Gates are non-bypassable
Atlas distinguishes two kinds of judgment calls. A classification is a decision: Atlas examines a task and declares it analytical or transactional, core or BTP. A gate is a condition: given the plan in front of it, a gate asks whether a specific, testable property holds. You can disagree with a decision and take responsibility for a different one; that is what override is for. You cannot disagree with a condition by asserting it is not true. What you can do is either fix the cause or declare, in writing, why the condition is acceptable as it stands.
That distinction is the whole design.
What a gate is
Section titled “What a gate is”Each gate is a small, explicit predicate over the plan graph. Does this analytics view read a physical table directly? Does any emitted binding land on a P_ view? Does any amount field lack a currency annotation? Because a gate is a predicate, its result is deterministic — given the same plan, it always produces the same answer — and therefore its failure is reviewable. The reviewer can look at the plan and check Atlas’s work.
A gate’s job is to protect an invariant that downstream consumers will rely on. When the gate fires, it is telling you the invariant is in danger. Resolving the gate means removing the danger. Overriding the gate means accepting the danger and writing down why accepting it is reasonable in this specific case.
Why not allow a third exit
Section titled “Why not allow a third exit”The third exit would be skip this check, no reason needed. The moment a system accepts that exit, every downstream consumer of that system’s output has to re-litigate whether the check was meaningful. The invariant the gate was protecting stops being an invariant; it becomes a polite suggestion. Atlas is in the business of trust under evidence, and trust depends on the invariants actually holding or actually being written down when they do not. A silent skip breaks both conditions at once.
This is why overriding requires a reason — a 20-character minimum is the contract. A two-word excuse is not a reason; a sentence is. Your release manager will see it on the transport, and your auditor will see it in the evidence trail.
What overriding costs
Section titled “What overriding costs”An override is not free, but it is legible. Every override shows up on the plan’s evidence summary, on the transport description, and in the evidence trail any reviewer or auditor reads. An override that reads “we decided not to fix this” costs you more later than an override that reads “I_Customer is not released in target system 2020; correction will land with the 2023 upgrade.” One of those is a reason. The other is an outage waiting to happen.
What Atlas will never do
Section titled “What Atlas will never do”No matter how politely you ask, Atlas will not delete a gate result
from evidence after the gate has run. It will not silently redefine a
gate without producing a new plan generation. There is no
--skip-validate flag; the flag does not exist and never will. These
are not limits Atlas is reluctant about — they are the reason anyone
downstream of Atlas can rely on what the gate results mean.
The quiet second use
Section titled “The quiet second use”Once you have lived with the rule for a while, you will notice a second thing it does. When someone inherits your project six months later, every override they find is a note from the past that explains something non-obvious — a release-window constraint, a temporary workaround, a missing upstream view. The overrides you wrote to pass validate today become the documentation the next engineer thanks you for tomorrow. That is the payoff from the 20-character minimum.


Your goal. Which lines in the data below contain the word "nused"? Copy each of them.

Records supplied.
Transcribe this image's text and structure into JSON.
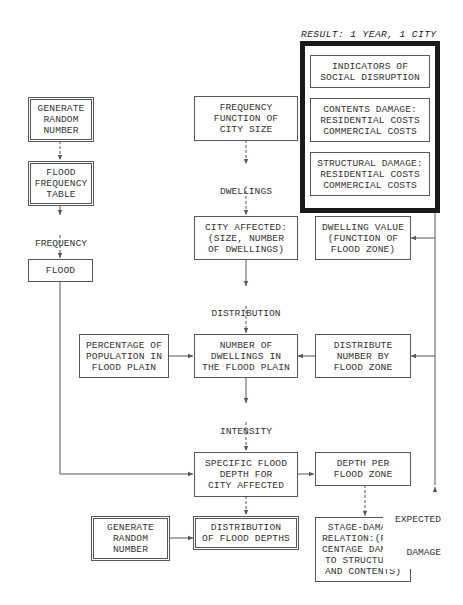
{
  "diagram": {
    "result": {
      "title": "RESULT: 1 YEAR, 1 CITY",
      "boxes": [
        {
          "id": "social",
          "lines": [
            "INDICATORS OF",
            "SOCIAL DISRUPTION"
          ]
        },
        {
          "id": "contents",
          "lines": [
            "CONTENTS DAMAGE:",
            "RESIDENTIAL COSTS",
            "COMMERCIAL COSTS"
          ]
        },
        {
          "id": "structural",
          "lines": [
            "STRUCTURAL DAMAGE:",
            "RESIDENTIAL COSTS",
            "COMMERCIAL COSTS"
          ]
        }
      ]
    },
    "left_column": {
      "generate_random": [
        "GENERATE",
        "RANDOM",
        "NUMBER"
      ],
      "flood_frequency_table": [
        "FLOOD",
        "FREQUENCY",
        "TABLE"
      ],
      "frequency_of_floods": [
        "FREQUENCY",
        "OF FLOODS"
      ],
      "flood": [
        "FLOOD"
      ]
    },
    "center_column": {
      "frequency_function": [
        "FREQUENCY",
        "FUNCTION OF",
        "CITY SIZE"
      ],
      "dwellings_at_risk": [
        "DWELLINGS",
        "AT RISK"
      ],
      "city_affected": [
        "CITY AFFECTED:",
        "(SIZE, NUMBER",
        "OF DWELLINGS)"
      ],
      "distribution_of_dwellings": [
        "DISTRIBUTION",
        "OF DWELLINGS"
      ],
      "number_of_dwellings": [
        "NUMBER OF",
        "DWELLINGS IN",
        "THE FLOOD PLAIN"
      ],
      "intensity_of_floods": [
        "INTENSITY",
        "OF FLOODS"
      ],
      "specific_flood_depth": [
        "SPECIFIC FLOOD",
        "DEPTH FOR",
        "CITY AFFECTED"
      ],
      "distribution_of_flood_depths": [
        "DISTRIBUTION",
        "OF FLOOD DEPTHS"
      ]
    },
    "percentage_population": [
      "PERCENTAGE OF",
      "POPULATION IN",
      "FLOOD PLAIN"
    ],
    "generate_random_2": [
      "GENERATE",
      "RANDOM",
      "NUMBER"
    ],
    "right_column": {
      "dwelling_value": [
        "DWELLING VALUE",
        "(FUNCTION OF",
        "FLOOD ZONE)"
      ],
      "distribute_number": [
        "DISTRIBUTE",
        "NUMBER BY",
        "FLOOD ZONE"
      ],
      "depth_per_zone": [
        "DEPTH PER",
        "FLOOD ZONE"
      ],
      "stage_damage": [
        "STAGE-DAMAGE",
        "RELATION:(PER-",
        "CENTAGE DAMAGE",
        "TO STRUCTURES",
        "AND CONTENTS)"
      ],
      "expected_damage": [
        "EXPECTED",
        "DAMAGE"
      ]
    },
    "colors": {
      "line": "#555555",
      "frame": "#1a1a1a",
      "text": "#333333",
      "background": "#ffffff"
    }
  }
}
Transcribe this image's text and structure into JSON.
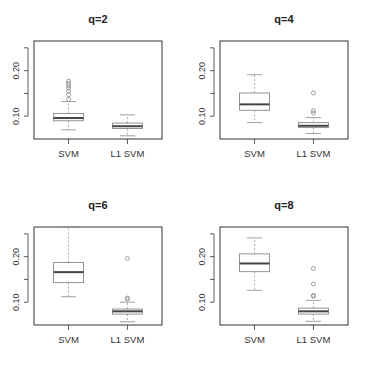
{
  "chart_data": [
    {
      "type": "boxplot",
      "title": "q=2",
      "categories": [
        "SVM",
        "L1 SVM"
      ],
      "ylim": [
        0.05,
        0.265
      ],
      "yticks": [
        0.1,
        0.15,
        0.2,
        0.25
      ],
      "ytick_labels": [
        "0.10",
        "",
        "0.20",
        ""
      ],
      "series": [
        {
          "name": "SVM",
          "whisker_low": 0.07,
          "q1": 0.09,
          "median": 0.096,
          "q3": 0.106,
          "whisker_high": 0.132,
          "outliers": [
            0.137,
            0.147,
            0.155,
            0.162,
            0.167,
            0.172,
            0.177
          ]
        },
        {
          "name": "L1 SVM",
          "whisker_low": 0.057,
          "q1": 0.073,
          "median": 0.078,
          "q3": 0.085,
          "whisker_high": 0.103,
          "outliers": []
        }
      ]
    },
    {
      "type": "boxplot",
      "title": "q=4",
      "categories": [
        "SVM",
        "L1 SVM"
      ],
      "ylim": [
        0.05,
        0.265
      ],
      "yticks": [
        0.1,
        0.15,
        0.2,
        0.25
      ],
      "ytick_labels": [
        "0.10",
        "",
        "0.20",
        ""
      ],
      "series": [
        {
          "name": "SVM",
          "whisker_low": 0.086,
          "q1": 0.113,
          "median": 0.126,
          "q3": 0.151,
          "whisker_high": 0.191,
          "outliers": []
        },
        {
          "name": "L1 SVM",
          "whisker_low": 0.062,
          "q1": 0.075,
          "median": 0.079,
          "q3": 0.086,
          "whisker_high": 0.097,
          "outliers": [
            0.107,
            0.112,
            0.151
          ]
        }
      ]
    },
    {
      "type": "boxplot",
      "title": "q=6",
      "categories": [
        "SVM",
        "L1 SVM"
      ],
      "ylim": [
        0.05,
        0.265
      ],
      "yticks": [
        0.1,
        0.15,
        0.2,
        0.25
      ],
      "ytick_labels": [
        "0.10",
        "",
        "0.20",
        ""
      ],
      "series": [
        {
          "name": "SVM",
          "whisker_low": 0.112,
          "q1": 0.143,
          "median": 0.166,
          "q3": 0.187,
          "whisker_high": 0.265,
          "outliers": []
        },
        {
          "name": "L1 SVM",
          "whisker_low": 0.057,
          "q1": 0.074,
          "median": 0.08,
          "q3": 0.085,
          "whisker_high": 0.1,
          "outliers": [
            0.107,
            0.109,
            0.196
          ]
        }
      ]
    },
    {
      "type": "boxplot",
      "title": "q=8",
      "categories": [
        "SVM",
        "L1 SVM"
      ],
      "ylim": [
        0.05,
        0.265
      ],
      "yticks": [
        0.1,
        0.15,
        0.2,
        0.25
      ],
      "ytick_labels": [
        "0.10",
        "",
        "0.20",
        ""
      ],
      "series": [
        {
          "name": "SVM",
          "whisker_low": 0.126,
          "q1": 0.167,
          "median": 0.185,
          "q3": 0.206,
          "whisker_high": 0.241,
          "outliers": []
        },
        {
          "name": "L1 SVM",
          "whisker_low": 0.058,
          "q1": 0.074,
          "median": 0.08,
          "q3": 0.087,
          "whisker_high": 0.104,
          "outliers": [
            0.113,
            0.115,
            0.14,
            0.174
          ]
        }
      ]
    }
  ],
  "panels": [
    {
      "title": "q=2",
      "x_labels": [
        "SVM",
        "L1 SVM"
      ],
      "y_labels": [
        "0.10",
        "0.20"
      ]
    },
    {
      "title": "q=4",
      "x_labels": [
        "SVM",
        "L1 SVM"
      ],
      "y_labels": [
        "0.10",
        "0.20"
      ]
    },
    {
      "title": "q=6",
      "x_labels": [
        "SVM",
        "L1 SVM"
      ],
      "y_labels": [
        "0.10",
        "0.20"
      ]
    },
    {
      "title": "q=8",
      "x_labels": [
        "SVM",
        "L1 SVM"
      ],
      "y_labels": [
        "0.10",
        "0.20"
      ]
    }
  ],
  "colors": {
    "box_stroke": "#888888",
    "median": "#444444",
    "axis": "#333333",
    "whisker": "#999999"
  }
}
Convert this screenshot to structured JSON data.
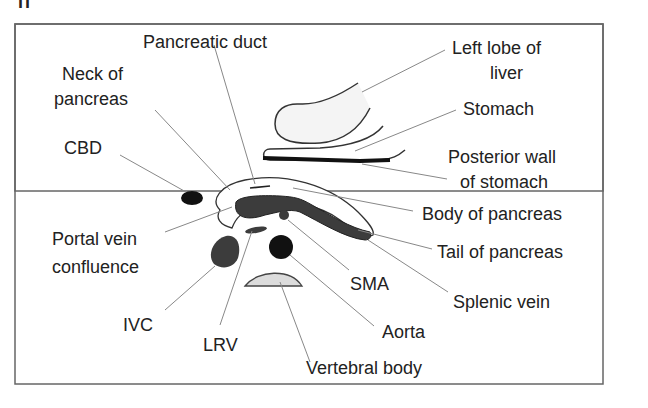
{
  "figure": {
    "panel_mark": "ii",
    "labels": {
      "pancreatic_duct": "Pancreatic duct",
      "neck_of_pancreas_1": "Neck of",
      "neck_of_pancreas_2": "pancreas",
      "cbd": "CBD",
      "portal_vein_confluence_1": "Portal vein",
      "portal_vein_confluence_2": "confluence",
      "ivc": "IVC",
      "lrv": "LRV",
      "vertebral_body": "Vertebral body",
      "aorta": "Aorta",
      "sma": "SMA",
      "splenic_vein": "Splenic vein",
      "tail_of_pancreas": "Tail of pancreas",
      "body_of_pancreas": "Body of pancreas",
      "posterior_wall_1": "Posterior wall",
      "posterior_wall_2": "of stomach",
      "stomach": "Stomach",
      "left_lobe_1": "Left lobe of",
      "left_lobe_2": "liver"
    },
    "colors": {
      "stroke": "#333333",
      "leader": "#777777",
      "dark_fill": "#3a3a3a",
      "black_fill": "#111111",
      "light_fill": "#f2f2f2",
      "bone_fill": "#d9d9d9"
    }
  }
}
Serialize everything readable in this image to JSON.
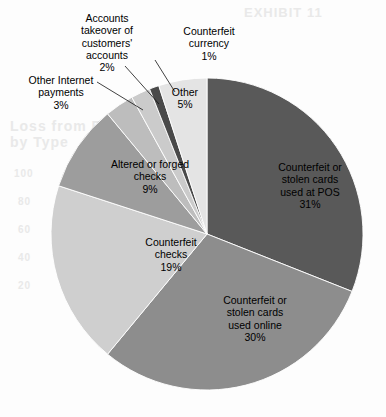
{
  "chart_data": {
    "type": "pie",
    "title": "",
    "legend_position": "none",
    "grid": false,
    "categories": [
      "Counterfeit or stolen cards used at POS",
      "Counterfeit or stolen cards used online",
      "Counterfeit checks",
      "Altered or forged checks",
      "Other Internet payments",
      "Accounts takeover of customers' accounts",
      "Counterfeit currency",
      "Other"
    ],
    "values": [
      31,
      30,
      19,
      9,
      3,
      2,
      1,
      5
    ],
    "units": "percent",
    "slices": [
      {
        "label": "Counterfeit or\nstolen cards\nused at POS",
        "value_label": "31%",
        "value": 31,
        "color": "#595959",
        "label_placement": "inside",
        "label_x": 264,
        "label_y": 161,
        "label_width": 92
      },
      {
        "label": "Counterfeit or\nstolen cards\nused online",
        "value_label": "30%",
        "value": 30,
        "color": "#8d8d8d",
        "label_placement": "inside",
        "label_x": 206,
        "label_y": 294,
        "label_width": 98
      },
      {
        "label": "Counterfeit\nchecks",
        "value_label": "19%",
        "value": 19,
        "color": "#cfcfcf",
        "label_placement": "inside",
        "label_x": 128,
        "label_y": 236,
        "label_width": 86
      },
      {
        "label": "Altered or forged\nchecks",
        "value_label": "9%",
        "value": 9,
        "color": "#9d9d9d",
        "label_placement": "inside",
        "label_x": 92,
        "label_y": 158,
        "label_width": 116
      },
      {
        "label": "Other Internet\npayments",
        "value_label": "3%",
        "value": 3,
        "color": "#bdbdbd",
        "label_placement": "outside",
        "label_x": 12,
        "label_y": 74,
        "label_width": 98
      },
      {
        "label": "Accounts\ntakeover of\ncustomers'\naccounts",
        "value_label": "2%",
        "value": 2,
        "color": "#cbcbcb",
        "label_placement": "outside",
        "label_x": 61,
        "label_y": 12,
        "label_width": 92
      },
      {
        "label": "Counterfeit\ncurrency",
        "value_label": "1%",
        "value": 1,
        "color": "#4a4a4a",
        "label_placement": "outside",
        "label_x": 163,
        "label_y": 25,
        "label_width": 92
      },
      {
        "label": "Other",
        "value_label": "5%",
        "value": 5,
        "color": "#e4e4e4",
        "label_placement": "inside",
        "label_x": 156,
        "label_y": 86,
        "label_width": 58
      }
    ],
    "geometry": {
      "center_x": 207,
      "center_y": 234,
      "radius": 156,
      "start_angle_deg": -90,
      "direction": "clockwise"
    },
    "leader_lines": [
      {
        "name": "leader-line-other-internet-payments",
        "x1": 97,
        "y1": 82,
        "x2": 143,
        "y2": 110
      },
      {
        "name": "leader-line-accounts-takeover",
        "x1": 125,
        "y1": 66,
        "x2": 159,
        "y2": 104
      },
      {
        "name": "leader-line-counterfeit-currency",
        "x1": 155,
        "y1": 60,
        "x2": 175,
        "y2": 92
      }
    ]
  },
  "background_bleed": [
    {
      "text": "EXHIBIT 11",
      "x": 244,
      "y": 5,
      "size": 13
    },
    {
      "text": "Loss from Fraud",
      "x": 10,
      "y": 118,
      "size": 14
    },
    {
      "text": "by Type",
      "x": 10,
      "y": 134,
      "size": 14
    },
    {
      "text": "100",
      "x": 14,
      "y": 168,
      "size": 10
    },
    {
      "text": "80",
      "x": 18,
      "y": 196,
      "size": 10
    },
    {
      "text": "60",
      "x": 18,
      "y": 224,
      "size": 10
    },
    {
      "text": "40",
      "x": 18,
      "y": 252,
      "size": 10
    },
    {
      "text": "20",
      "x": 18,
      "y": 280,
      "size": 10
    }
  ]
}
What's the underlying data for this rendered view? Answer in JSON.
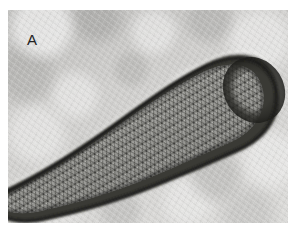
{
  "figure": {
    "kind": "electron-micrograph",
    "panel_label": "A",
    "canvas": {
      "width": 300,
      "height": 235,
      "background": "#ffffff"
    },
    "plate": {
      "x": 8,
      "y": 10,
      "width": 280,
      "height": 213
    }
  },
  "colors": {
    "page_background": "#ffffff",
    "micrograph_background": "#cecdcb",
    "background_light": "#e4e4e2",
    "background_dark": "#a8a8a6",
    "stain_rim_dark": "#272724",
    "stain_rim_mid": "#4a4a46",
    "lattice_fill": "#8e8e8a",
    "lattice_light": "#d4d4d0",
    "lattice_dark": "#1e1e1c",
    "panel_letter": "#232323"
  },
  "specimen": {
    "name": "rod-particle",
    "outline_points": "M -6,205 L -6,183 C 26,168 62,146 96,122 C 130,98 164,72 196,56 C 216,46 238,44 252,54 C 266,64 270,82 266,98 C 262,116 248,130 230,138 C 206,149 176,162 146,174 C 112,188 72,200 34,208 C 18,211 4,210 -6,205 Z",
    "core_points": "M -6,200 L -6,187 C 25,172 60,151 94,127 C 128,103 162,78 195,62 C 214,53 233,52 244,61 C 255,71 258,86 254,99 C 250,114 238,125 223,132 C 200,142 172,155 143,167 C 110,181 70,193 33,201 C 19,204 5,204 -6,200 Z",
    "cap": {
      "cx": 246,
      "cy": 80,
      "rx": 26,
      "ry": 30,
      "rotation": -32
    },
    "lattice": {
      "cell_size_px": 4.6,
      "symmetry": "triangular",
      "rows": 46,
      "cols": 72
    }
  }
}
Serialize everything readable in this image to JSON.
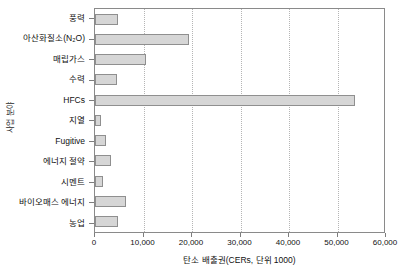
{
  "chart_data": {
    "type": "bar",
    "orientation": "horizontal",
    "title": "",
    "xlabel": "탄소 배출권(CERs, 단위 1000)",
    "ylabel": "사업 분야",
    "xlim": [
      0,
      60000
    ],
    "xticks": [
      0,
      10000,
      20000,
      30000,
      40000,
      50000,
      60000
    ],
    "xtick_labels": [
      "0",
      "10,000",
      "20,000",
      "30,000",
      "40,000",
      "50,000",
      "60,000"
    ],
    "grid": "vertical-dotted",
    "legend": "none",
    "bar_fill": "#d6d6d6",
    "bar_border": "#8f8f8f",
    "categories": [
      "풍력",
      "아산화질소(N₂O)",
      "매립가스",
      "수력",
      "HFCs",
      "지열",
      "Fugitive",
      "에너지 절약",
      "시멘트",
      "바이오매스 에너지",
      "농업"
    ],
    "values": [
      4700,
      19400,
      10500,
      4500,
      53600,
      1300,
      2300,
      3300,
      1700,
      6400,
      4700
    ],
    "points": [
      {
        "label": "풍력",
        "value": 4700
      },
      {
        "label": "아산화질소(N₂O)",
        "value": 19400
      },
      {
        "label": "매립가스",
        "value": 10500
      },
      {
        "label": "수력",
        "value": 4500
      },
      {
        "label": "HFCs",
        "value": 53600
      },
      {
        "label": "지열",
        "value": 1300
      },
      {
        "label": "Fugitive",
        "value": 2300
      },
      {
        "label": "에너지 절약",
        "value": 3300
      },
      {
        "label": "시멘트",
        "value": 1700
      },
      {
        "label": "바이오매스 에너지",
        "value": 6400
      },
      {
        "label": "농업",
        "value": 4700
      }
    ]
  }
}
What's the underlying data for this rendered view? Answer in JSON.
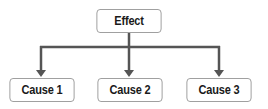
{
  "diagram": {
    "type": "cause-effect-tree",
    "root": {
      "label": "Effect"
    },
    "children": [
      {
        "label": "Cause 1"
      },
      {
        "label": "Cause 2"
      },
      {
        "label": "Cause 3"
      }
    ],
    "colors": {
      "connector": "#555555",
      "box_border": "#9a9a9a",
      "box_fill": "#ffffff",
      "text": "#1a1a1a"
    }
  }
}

Response to this exercise.
        "label": "Counterfeit or\nstolen cards\nused at POS",
        "label": "Counterfeit or\nstolen cards\nused online",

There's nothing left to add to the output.